I think I'll go for option 1 (if you don't mind changing it back.... sorry to hassle you!) - with the condition that I may have to revert the change if I start getting bug reports. So if you don't mind reverting your change I will then merge that change. Thank you.

@scop
Copy link
Contributor Author

scop commented Feb 12, 2025

I tested it yesterday too, and it (adding just the start period) made the described difference to me. I just retested, and it still does. Reproducer:

$ grep HEALTHCHECK Dockerfile
HEALTHCHECK --interval=15s --start-period=10s CMD /mailpit readyz
$ docker build -t meh .
[...]
$ docker run --rm --name mailpit-test -d meh; sleep 4; for i in {1..3}; do docker ps | grep mailpit-test; sleep 1; done
8f06168b525ab0ee2b30b5a9055a6177a1063a9db103a40790106a1f46277cd1
8f06168b525a   meh                                                                            "/mailpit"               4 seconds ago   Up 4 seconds (health: starting)   1025/tcp, 1110/tcp, 8025/tcp                  mailpit-test
8f06168b525a   meh                                                                            "/mailpit"               5 seconds ago   Up 5 seconds (health: starting)   1025/tcp, 1110/tcp, 8025/tcp                  mailpit-test
8f06168b525a   meh                                                                            "/mailpit"               6 seconds ago   Up 6 seconds (healthy)      1025/tcp, 1110/tcp, 8025/tcp                  mailpit-test

My docker is, on Ubuntu 24.10:

$ docker version
Client: Docker Engine - Community
 Version:           27.5.1
 API version:       1.47
 Go version:        go1.22.11
 Git commit:        9f9e405
 Built:             Wed Jan 22 13:41:13 2025
 OS/Arch:           linux/amd64
 Context:           default

Server: Docker Engine - Community
 Engine:
  Version:          27.5.1
  API version:      1.47 (minimum version 1.24)
  Go version:       go1.22.11
  Git commit:       4c9b3b0
  Built:            Wed Jan 22 13:41:13 2025
  OS/Arch:          linux/amd64
  Experimental:     false
 containerd:
  Version:          1.7.25
  GitCommit:        bcc810d6b9066471b0b6fa75f557a15a1cbf31bb
 runc:
  Version:          1.2.4
  GitCommit:        v1.2.4-0-g6c52b3f
 docker-init:
  Version:          0.19.0
  GitCommit:        de40ad0

But I'm happy to pretend I didn't say any of the above and put --start-interval=1s back there :)
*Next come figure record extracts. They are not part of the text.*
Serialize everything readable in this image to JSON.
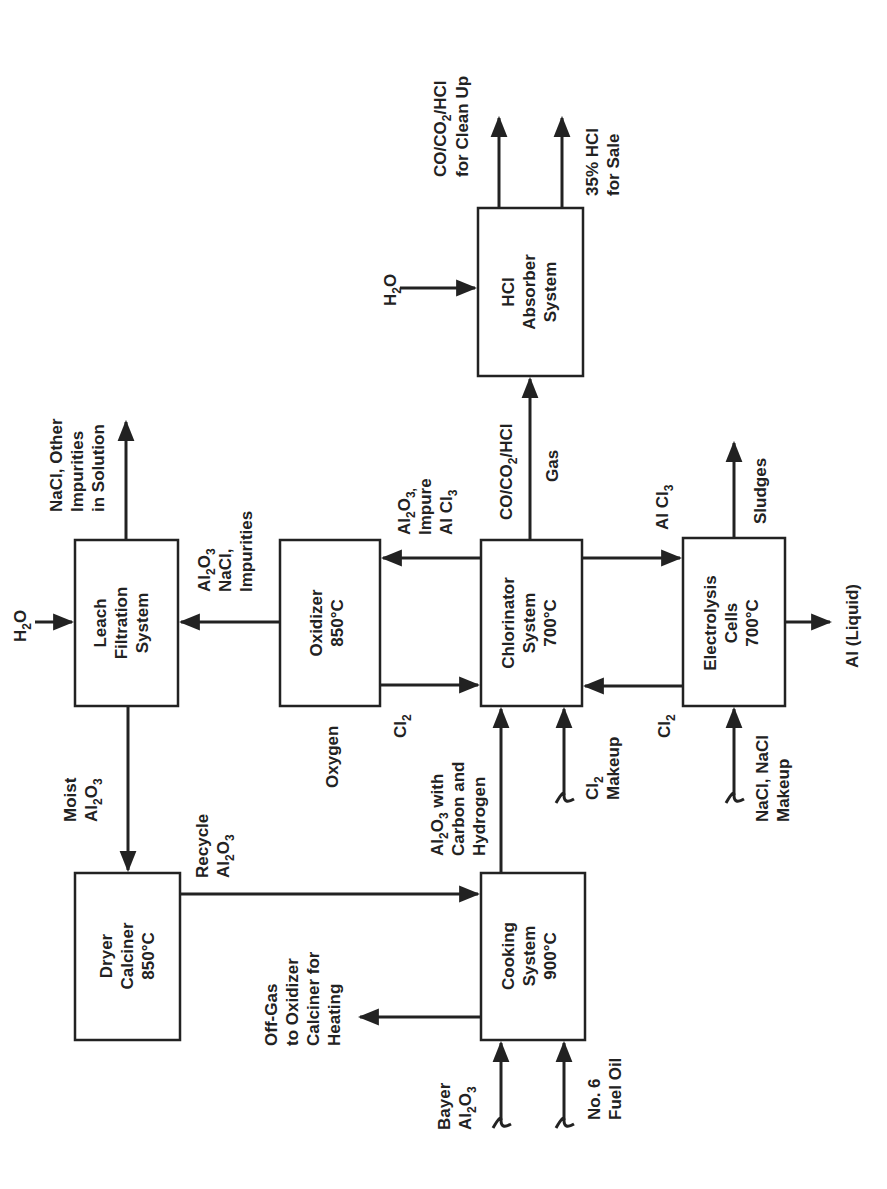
{
  "diagram": {
    "type": "process-flow",
    "orientation": "rotated-90-ccw",
    "colors": {
      "ink": "#222222",
      "background": "#ffffff"
    },
    "nodes": [
      {
        "id": "leach",
        "lines": [
          "Leach",
          "Filtration",
          "System"
        ]
      },
      {
        "id": "oxidizer",
        "lines": [
          "Oxidizer",
          "850°C"
        ]
      },
      {
        "id": "chlorinator",
        "lines": [
          "Chlorinator",
          "System",
          "700°C"
        ]
      },
      {
        "id": "electrolysis",
        "lines": [
          "Electrolysis",
          "Cells",
          "700°C"
        ]
      },
      {
        "id": "hcl_absorber",
        "lines": [
          "HCl",
          "Absorber",
          "System"
        ]
      },
      {
        "id": "dryer",
        "lines": [
          "Dryer",
          "Calciner",
          "850°C"
        ]
      },
      {
        "id": "cooking",
        "lines": [
          "Cooking",
          "System",
          "900°C"
        ]
      }
    ],
    "labels": {
      "h2o_leach": "H2O",
      "nacl_out": [
        "NaCl, Other",
        "Impurities",
        "in Solution"
      ],
      "al2o3_nacl": [
        "Al2O3",
        "NaCl,",
        "Impurities"
      ],
      "moist_al2o3": [
        "Moist",
        "Al2O3"
      ],
      "recycle_al2o3": [
        "Recycle",
        "Al2O3"
      ],
      "offgas": [
        "Off-Gas",
        "to Oxidizer",
        "Calciner for",
        "Heating"
      ],
      "bayer_al2o3": [
        "Bayer",
        "Al2O3"
      ],
      "fuel_oil": [
        "No. 6",
        "Fuel Oil"
      ],
      "oxygen": "Oxygen",
      "cl2_oxidizer": "Cl2",
      "al2o3_impure": [
        "Al2O3,",
        "Impure",
        "Al Cl3"
      ],
      "co_gas": [
        "CO/CO2/HCl",
        "Gas"
      ],
      "al2o3_carbon": [
        "Al2O3 with",
        "Carbon and",
        "Hydrogen"
      ],
      "cl2_makeup": [
        "Cl2",
        "Makeup"
      ],
      "alcl3": "Al Cl3",
      "cl2_electrolysis": "Cl2",
      "sludges": "Sludges",
      "al_liquid": "Al (Liquid)",
      "nacl_makeup": [
        "NaCl, NaCl",
        "Makeup"
      ],
      "h2o_absorber": "H2O",
      "co_cleanup": [
        "CO/CO2/HCl",
        "for Clean Up"
      ],
      "hcl_sale": [
        "35% HCl",
        "for Sale"
      ]
    },
    "edges": [
      {
        "from": "input:H2O",
        "to": "leach"
      },
      {
        "from": "leach",
        "to": "output:NaCl, Other Impurities in Solution"
      },
      {
        "from": "oxidizer",
        "to": "leach",
        "label": "Al2O3 NaCl, Impurities"
      },
      {
        "from": "leach",
        "to": "dryer",
        "label": "Moist Al2O3"
      },
      {
        "from": "dryer",
        "to": "cooking",
        "label": "Recycle Al2O3"
      },
      {
        "from": "cooking",
        "to": "output:Off-Gas to Oxidizer Calciner for Heating"
      },
      {
        "from": "input:Bayer Al2O3",
        "to": "cooking"
      },
      {
        "from": "input:No. 6 Fuel Oil",
        "to": "cooking"
      },
      {
        "from": "cooking",
        "to": "chlorinator",
        "label": "Al2O3 with Carbon and Hydrogen"
      },
      {
        "from": "oxidizer",
        "to": "chlorinator",
        "label": "Cl2"
      },
      {
        "from": "chlorinator",
        "to": "oxidizer",
        "label": "Al2O3, Impure Al Cl3"
      },
      {
        "from": "input:Cl2 Makeup",
        "to": "chlorinator"
      },
      {
        "from": "chlorinator",
        "to": "hcl_absorber",
        "label": "CO/CO2/HCl Gas"
      },
      {
        "from": "chlorinator",
        "to": "electrolysis",
        "label": "Al Cl3"
      },
      {
        "from": "electrolysis",
        "to": "chlorinator",
        "label": "Cl2"
      },
      {
        "from": "electrolysis",
        "to": "output:Sludges"
      },
      {
        "from": "electrolysis",
        "to": "output:Al (Liquid)"
      },
      {
        "from": "input:NaCl, NaCl Makeup",
        "to": "electrolysis"
      },
      {
        "from": "input:H2O",
        "to": "hcl_absorber"
      },
      {
        "from": "hcl_absorber",
        "to": "output:CO/CO2/HCl for Clean Up"
      },
      {
        "from": "hcl_absorber",
        "to": "output:35% HCl for Sale"
      }
    ]
  },
  "text": {
    "leach_1": "Leach",
    "leach_2": "Filtration",
    "leach_3": "System",
    "ox_1": "Oxidizer",
    "ox_2": "850°C",
    "chl_1": "Chlorinator",
    "chl_2": "System",
    "chl_3": "700°C",
    "el_1": "Electrolysis",
    "el_2": "Cells",
    "el_3": "700°C",
    "hcl_1": "HCl",
    "hcl_2": "Absorber",
    "hcl_3": "System",
    "dry_1": "Dryer",
    "dry_2": "Calciner",
    "dry_3": "850°C",
    "cook_1": "Cooking",
    "cook_2": "System",
    "cook_3": "900°C",
    "h2o_a": "H",
    "h2o_b": "2",
    "h2o_c": "O",
    "nacl_1": "NaCl, Other",
    "nacl_2": "Impurities",
    "nacl_3": "in Solution",
    "aln_1a": "Al",
    "aln_1b": "2",
    "aln_1c": "O",
    "aln_1d": "3",
    "aln_2": "NaCl,",
    "aln_3": "Impurities",
    "moist_1": "Moist",
    "moist_2a": "Al",
    "moist_2b": "2",
    "moist_2c": "O",
    "moist_2d": "3",
    "rec_1": "Recycle",
    "rec_2a": "Al",
    "rec_2b": "2",
    "rec_2c": "O",
    "rec_2d": "3",
    "off_1": "Off-Gas",
    "off_2": "to Oxidizer",
    "off_3": "Calciner for",
    "off_4": "Heating",
    "bay_1": "Bayer",
    "bay_2a": "Al",
    "bay_2b": "2",
    "bay_2c": "O",
    "bay_2d": "3",
    "fuel_1": "No. 6",
    "fuel_2": "Fuel Oil",
    "oxygen": "Oxygen",
    "cl2a": "Cl",
    "cl2b": "2",
    "imp_1a": "Al",
    "imp_1b": "2",
    "imp_1c": "O",
    "imp_1d": "3,",
    "imp_2": "Impure",
    "imp_3a": "Al Cl",
    "imp_3b": "3",
    "gas_1a": "CO/CO",
    "gas_1b": "2",
    "gas_1c": "/HCl",
    "gas_2": "Gas",
    "carb_1a": "Al",
    "carb_1b": "2",
    "carb_1c": "O",
    "carb_1d": "3",
    "carb_1e": " with",
    "carb_2": "Carbon and",
    "carb_3": "Hydrogen",
    "mk_1a": "Cl",
    "mk_1b": "2",
    "mk_2": "Makeup",
    "alcl_a": "Al Cl",
    "alcl_b": "3",
    "cl2e_a": "Cl",
    "cl2e_b": "2",
    "sludges": "Sludges",
    "al_liquid": "Al (Liquid)",
    "nam_1": "NaCl, NaCl",
    "nam_2": "Makeup",
    "clean_1a": "CO/CO",
    "clean_1b": "2",
    "clean_1c": "/HCl",
    "clean_2": "for Clean Up",
    "sale_1": "35% HCl",
    "sale_2": "for Sale"
  }
}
To reach healthy state faster at startup.
@scop scop force-pushed the docker/healthcheck-start branch from 394af7d to decd239 Compare February 12, 2025 07:20
@scop
Copy link
Contributor Author

scop commented Feb 12, 2025

But I'm happy to pretend I didn't say any of the above and put --start-interval=1s back there :)

Done in decd239

@axllent axllent merged commit a1d35d4 into axllent:develop Feb 13, 2025
@axllent
Copy link
Owner

axllent commented Feb 13, 2025

Thank you. It goes to show the differences between Docker versions... I'm using Ubuntu 24.10 too, but using the default docker.io which is currently version 26.1.3, and which doesn't reach a ready state any faster (without the --start-interval=1s) 🤷‍♂️

Anyway, this has been merged, and will be included in the next release (I try not release too often) ❤️

Sign up for free to join this conversation on GitHub. Already have an account? Sign in to comment
Labels
None yet
Projects
None yet
Development

Successfully merging this pull request may close these issues.